By John Richardson
A NEW report from HSBC backs up our concerns that the post-Chinese New Year polyethylene (PE) will be weaker than in December-January.
The bank is with us in thinking that the stronger markets over the last two months have been driven by:
*Lagging indicators such as strong export and import data and purchasing manager’s indices (PMI) for December-January. The PMIs were also open to different interpretations, we think.
*Restocking ahead of the Chinese New Year as converters sought prompt cargoes (see above chart of China resin inventory levels).
*Turnarounds and outages that signicantly tightened markets. “Over the course of Q4’12/Q1’13, over 5 million tonnes of annualised capacity in the region (c30% of the region’s installed capacity base) was hit by shutdowns,” says HSBC.
But now:
*The turnarounds are coming to an end with a great deal of new capacity coming on-stream. “The peak period for these outages was the first 3-4 weeks of January when PetroRabigh, Saudi Polymers and Borouge 2 were all down at the same time. Supply this year is being added in Asia (China, Singapore), the Middle East and the US. China is adding four new crackers over a 15 month period from Q4’12 to Q4’13, with effective capacity growth of 1.8 million tonnes/year, or 12% of the existing capacity base,” adds HSBC.
*It is very unlikely that Chinese growth will be able to do the “heavy lifting” to support all this new capacity because of economic rebalancing in China and a weak export environment. “While it is certainly possible to see Chinese demand grow at a rate of 10%, given a reaccelerating Chinese economy – the CAGR over 2006-12 was 9.8% – it is unlikely that growth will be strong enough to absorb the 1.8m tonnes/year that China is adding and also absorb the c2.2m tonnes/year of capacity being added in Saudi Arabia, Singapore and the US. In order to absorb all of the domestic supply, as well as the new Middle East and US supply, Chinese demand growth would need to average over 15% in 2013, a situation we believe is highly unlikely,” says HSBC. The bank’s base case for growth is 8%, but adds that growth lower than this is possible.
Thus, the best of the year for spreads, and perhaps therefore margins for the higher-cost producers, is over, according to HSBC.
Margins in December-January were hardly worth writing home about.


-- GOAL OF THE EXERCISE --
Report, in full, each line of the material below in which the string "icon" occurs.

-- LISTED RECORDS --
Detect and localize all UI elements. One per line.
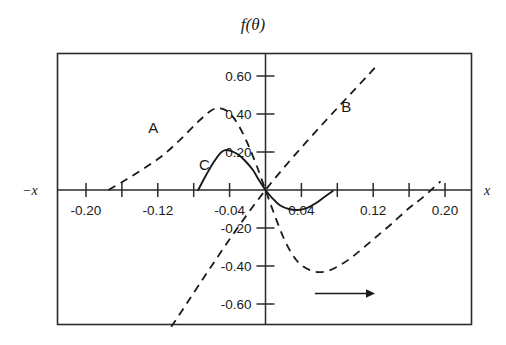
- chart-svg: f(θ) -0.20-0.12-0.040.040.120.20 0.600.4…: [0, 0, 506, 345]
- x-tick-label: -0.20: [71, 203, 102, 218]
- y-tick-label: -0.60: [221, 297, 252, 312]
- x-tick-label: -0.12: [142, 203, 173, 218]
- background: [0, 0, 506, 345]
- curve-label-b: B: [341, 98, 351, 115]
- x-tick-label: 0.20: [432, 203, 458, 218]
- x-tick-label: 0.12: [360, 203, 386, 218]
- y-tick-label: 0.60: [225, 69, 251, 84]
- chart-title: f(θ): [241, 15, 266, 34]
- curve-label-c: C: [199, 156, 210, 173]
- figure-canvas: f(θ) -0.20-0.12-0.040.040.120.20 0.600.4…: [0, 0, 506, 345]
- y-tick-label: 0.40: [225, 107, 251, 122]
- y-tick-label: 0.20: [225, 145, 251, 160]
- x-axis-label-right: x: [483, 183, 491, 198]
- y-tick-label: -0.40: [221, 259, 252, 274]
- x-tick-label: -0.04: [214, 203, 245, 218]
- x-axis-label-left: −x: [22, 183, 38, 198]
- curve-label-a: A: [148, 119, 158, 136]
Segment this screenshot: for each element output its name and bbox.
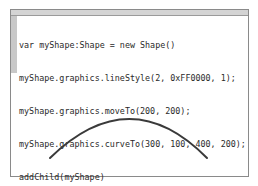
stage-canvas — [0, 0, 258, 186]
curve-shape — [50, 119, 207, 158]
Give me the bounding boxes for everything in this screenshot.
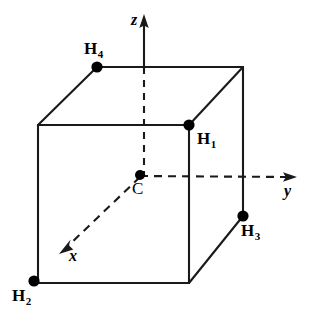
cube-edge-depth-bottom-right [189,216,243,283]
atom-dot-h1 [183,119,194,130]
cube-edge-depth-top-left [38,67,97,125]
x-axis-dashed-shaft [69,177,140,245]
axis-label-z: z [131,12,137,28]
atom-label-h1: H1 [197,130,216,147]
axis-label-x: x [69,248,77,264]
atom-dot-h2 [28,275,39,286]
atom-dot-h4 [91,61,102,72]
cube-edge-depth-top-right [189,67,243,125]
axis-label-y: y [284,183,291,199]
atom-label-h4: H4 [84,40,103,57]
atom-label-c: C [132,180,143,197]
atom-dot-h3 [237,210,248,221]
atom-label-h2: H2 [12,287,31,304]
y-axis-dashed-shaft [140,176,286,177]
cube-geometry-figure: H1 H2 H3 H4 C z y x [0,0,309,327]
atom-label-h3: H3 [241,222,260,239]
cube-front-face [38,125,189,283]
diagram-canvas [0,0,309,327]
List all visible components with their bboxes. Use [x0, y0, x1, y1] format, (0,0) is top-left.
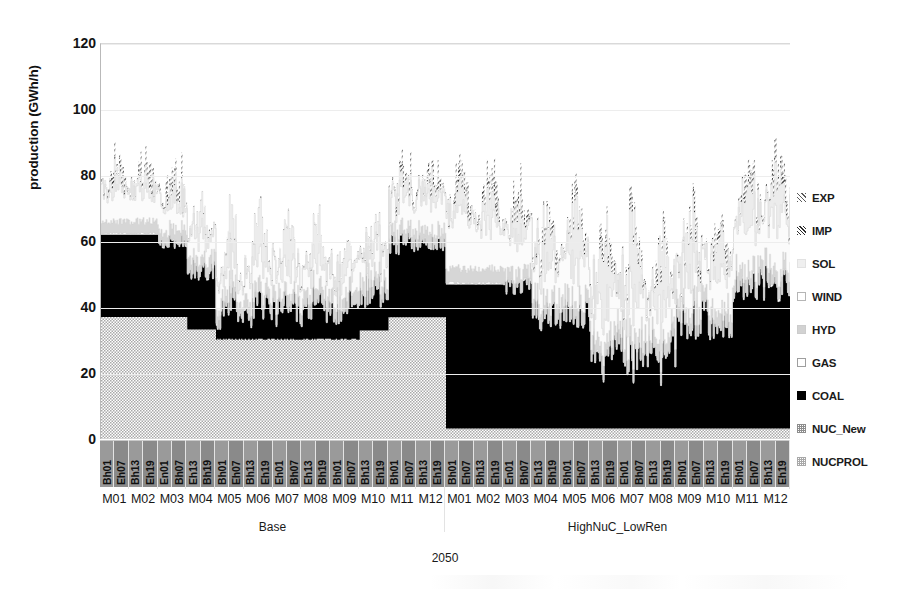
hour-tick-label: Bh13 [474, 460, 486, 485]
month-label-1-M01: M01 [445, 489, 474, 511]
hour-tick-label: Bh01 [733, 460, 745, 485]
hour-tick-0: Bh01 [100, 441, 114, 487]
legend-item-nucprol[interactable]: NUCPROL [797, 445, 897, 478]
hour-tick-25: Eh07 [459, 441, 473, 487]
hour-tick-21: Eh07 [402, 441, 416, 487]
legend-swatch-exp-icon [797, 193, 806, 202]
hour-tick-2: Bh13 [129, 441, 143, 487]
hour-tick-6: Eh13 [186, 441, 200, 487]
hour-tick-label: Bh01 [676, 460, 688, 485]
hour-tick-label: Bh01 [331, 460, 343, 485]
hour-tick-13: Bh07 [287, 441, 301, 487]
hour-tick-label: Bh13 [704, 460, 716, 485]
hour-tick-38: Eh13 [646, 441, 660, 487]
hour-tick-label: Eh07 [345, 461, 357, 485]
hour-tick-label: Bh19 [201, 460, 213, 485]
hour-tick-32: Bh01 [560, 441, 574, 487]
legend-item-wind[interactable]: WIND [797, 280, 897, 313]
hour-tick-label: Eh13 [187, 461, 199, 485]
hour-tick-3: Eh19 [143, 441, 157, 487]
gridline-80 [101, 176, 790, 177]
legend-label: NUC_New [812, 423, 866, 435]
hour-tick-label: Bh01 [388, 460, 400, 485]
hour-tick-label: Eh13 [532, 461, 544, 485]
hour-tick-17: Eh07 [344, 441, 358, 487]
month-label-1-M12: M12 [761, 489, 790, 511]
hour-tick-10: Bh13 [244, 441, 258, 487]
legend-label: IMP [812, 225, 832, 237]
hour-tick-26: Bh13 [474, 441, 488, 487]
y-tick-60: 60 [52, 234, 96, 248]
hour-tick-label: Eh19 [431, 461, 443, 485]
hour-tick-label: Eh19 [259, 461, 271, 485]
hour-tick-label: Bh13 [359, 460, 371, 485]
hour-tick-label: Bh13 [417, 460, 429, 485]
hour-tick-label: Bh01 [216, 460, 228, 485]
y-tick-80: 80 [52, 168, 96, 182]
hour-tick-label: Eh19 [719, 461, 731, 485]
hour-tick-1: Eh07 [114, 441, 128, 487]
legend-item-exp[interactable]: EXP [797, 181, 897, 214]
hour-tick-label: Eh07 [115, 461, 127, 485]
legend-swatch-gas-icon [797, 358, 806, 367]
hour-tick-label: Bh07 [288, 460, 300, 485]
legend-item-imp[interactable]: IMP [797, 214, 897, 247]
hour-tick-7: Bh19 [201, 441, 215, 487]
hour-tick-15: Bh19 [316, 441, 330, 487]
chart-plot-area [100, 43, 790, 439]
hour-tick-45: Eh07 [747, 441, 761, 487]
hour-tick-43: Eh19 [718, 441, 732, 487]
month-label-1-M02: M02 [474, 489, 503, 511]
month-label-1-M04: M04 [531, 489, 560, 511]
scenario-label-0: Base [100, 520, 445, 546]
hour-tick-label: Eh19 [144, 461, 156, 485]
y-tick-0: 0 [52, 432, 96, 446]
y-tick-100: 100 [52, 102, 96, 116]
legend-item-coal[interactable]: COAL [797, 379, 897, 412]
hour-tick-9: Eh07 [229, 441, 243, 487]
hour-tick-label: Bh19 [546, 460, 558, 485]
hour-tick-label: Eh13 [302, 461, 314, 485]
hour-tick-8: Bh01 [215, 441, 229, 487]
month-label-1-M05: M05 [560, 489, 589, 511]
hour-tick-22: Bh13 [416, 441, 430, 487]
legend-item-hyd[interactable]: HYD [797, 313, 897, 346]
hour-tick-label: Bh13 [762, 460, 774, 485]
hour-tick-label: Eh07 [230, 461, 242, 485]
hour-tick-12: Eh01 [273, 441, 287, 487]
month-label-0-M09: M09 [330, 489, 359, 511]
x-axis-month-row: M01M02M03M04M05M06M07M08M09M10M11M12M01M… [100, 489, 790, 511]
hour-tick-18: Bh13 [359, 441, 373, 487]
hour-tick-42: Bh13 [704, 441, 718, 487]
hour-tick-label: Bh07 [633, 460, 645, 485]
legend-swatch-wind-icon [797, 292, 806, 301]
month-label-1-M06: M06 [589, 489, 618, 511]
hour-tick-label: Eh07 [575, 461, 587, 485]
gridline-40 [101, 308, 790, 309]
x-axis-hour-band: Bh01Eh07Bh13Eh19En01Bh07Eh13Bh19Bh01Eh07… [100, 440, 790, 487]
legend-label: GAS [812, 357, 836, 369]
month-label-1-M03: M03 [503, 489, 532, 511]
hour-tick-label: Bh01 [446, 460, 458, 485]
month-label-1-M11: M11 [733, 489, 762, 511]
hour-tick-label: Bh07 [173, 460, 185, 485]
hour-tick-27: Eh19 [488, 441, 502, 487]
hour-tick-23: Eh19 [431, 441, 445, 487]
hour-tick-label: Eh19 [776, 461, 788, 485]
legend-item-sol[interactable]: SOL [797, 247, 897, 280]
chart-legend: EXPIMPSOLWINDHYDGASCOALNUC_NewNUCPROL [797, 181, 897, 478]
hour-tick-label: Bh19 [316, 460, 328, 485]
hour-tick-33: Eh07 [574, 441, 588, 487]
hour-tick-label: Bh19 [661, 460, 673, 485]
hour-tick-46: Bh13 [761, 441, 775, 487]
legend-item-gas[interactable]: GAS [797, 346, 897, 379]
legend-swatch-coal-icon [797, 391, 806, 400]
hour-tick-47: Eh19 [776, 441, 790, 487]
hour-tick-label: Eh07 [748, 461, 760, 485]
y-axis-title: production (GWh/h) [26, 18, 41, 238]
hour-tick-34: Bh13 [589, 441, 603, 487]
legend-label: HYD [812, 324, 836, 336]
hour-tick-24: Bh01 [445, 441, 459, 487]
legend-item-nuc_new[interactable]: NUC_New [797, 412, 897, 445]
hour-tick-label: En01 [503, 461, 515, 485]
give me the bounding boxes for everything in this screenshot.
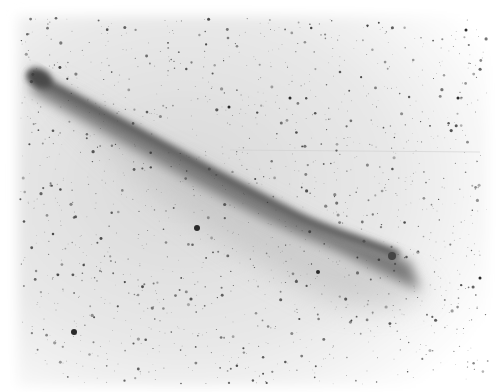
star [410, 176, 411, 177]
star [442, 61, 443, 62]
star [428, 349, 431, 352]
star [420, 305, 421, 306]
star [470, 63, 471, 64]
star [21, 118, 22, 119]
star [449, 244, 451, 246]
star [279, 219, 280, 220]
star [35, 270, 37, 272]
star [54, 64, 55, 65]
star [347, 145, 348, 146]
star [248, 97, 249, 98]
star [407, 371, 409, 373]
star [285, 261, 286, 262]
star [218, 174, 219, 175]
star [315, 160, 316, 161]
bright-star [194, 225, 200, 231]
star [87, 176, 88, 177]
star [391, 148, 392, 149]
star [154, 113, 155, 114]
star [410, 249, 411, 250]
star [244, 314, 245, 315]
star [122, 154, 123, 155]
star [416, 150, 417, 151]
star [239, 159, 240, 160]
star [150, 166, 152, 168]
star [408, 96, 410, 98]
star [362, 39, 364, 41]
star [241, 165, 242, 166]
star [214, 239, 215, 240]
star [137, 294, 140, 297]
star [480, 155, 481, 156]
star [222, 185, 223, 186]
star [83, 366, 84, 367]
star [393, 156, 396, 159]
star [146, 244, 147, 245]
star [315, 96, 316, 97]
star [347, 208, 348, 209]
star [391, 29, 392, 30]
star [100, 262, 101, 263]
star [455, 124, 458, 127]
star [211, 352, 212, 353]
star [270, 168, 271, 169]
star [222, 147, 223, 148]
star [369, 144, 370, 145]
star [336, 212, 337, 213]
star [472, 73, 475, 76]
star [104, 171, 105, 172]
star [450, 309, 453, 312]
star [441, 47, 442, 48]
star [412, 180, 413, 181]
star [155, 290, 156, 291]
star [465, 171, 467, 173]
star [368, 93, 369, 94]
star [309, 193, 310, 194]
star [95, 193, 96, 194]
star [26, 33, 28, 35]
star [372, 313, 373, 314]
star [111, 23, 112, 24]
star [295, 51, 296, 52]
star [467, 366, 468, 367]
star [384, 61, 387, 64]
star [49, 65, 50, 66]
star [242, 347, 244, 349]
star [469, 308, 470, 309]
star [337, 168, 338, 169]
star [477, 187, 478, 188]
star [348, 90, 350, 92]
star [332, 56, 333, 57]
star [186, 155, 187, 156]
star [82, 264, 84, 266]
star [304, 173, 307, 176]
star [475, 294, 477, 296]
star [80, 236, 81, 237]
star [39, 192, 42, 195]
star [159, 320, 160, 321]
star [296, 226, 297, 227]
star [99, 270, 101, 272]
star [432, 40, 434, 42]
star [396, 87, 397, 88]
star [292, 81, 293, 82]
star [314, 196, 315, 197]
star [440, 286, 441, 287]
star [66, 78, 68, 80]
star [257, 325, 258, 326]
star [224, 163, 225, 164]
star [306, 347, 307, 348]
star [319, 251, 320, 252]
star [376, 106, 377, 107]
star [189, 157, 190, 158]
star [69, 203, 72, 206]
star [423, 236, 425, 238]
star [66, 361, 67, 362]
star [210, 99, 211, 100]
star [208, 82, 209, 83]
star [474, 369, 475, 370]
star [305, 97, 307, 99]
star [245, 368, 246, 369]
star [380, 29, 381, 30]
star [287, 271, 288, 272]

-- RESPONSE TO THIS EXERCISE --
legend-swatch-exp-icon [797, 193, 806, 202]
legend-swatch-gas-icon [797, 358, 806, 367]
legend-swatch-wind-icon [797, 292, 806, 301]
legend-swatch-coal-icon [797, 391, 806, 400]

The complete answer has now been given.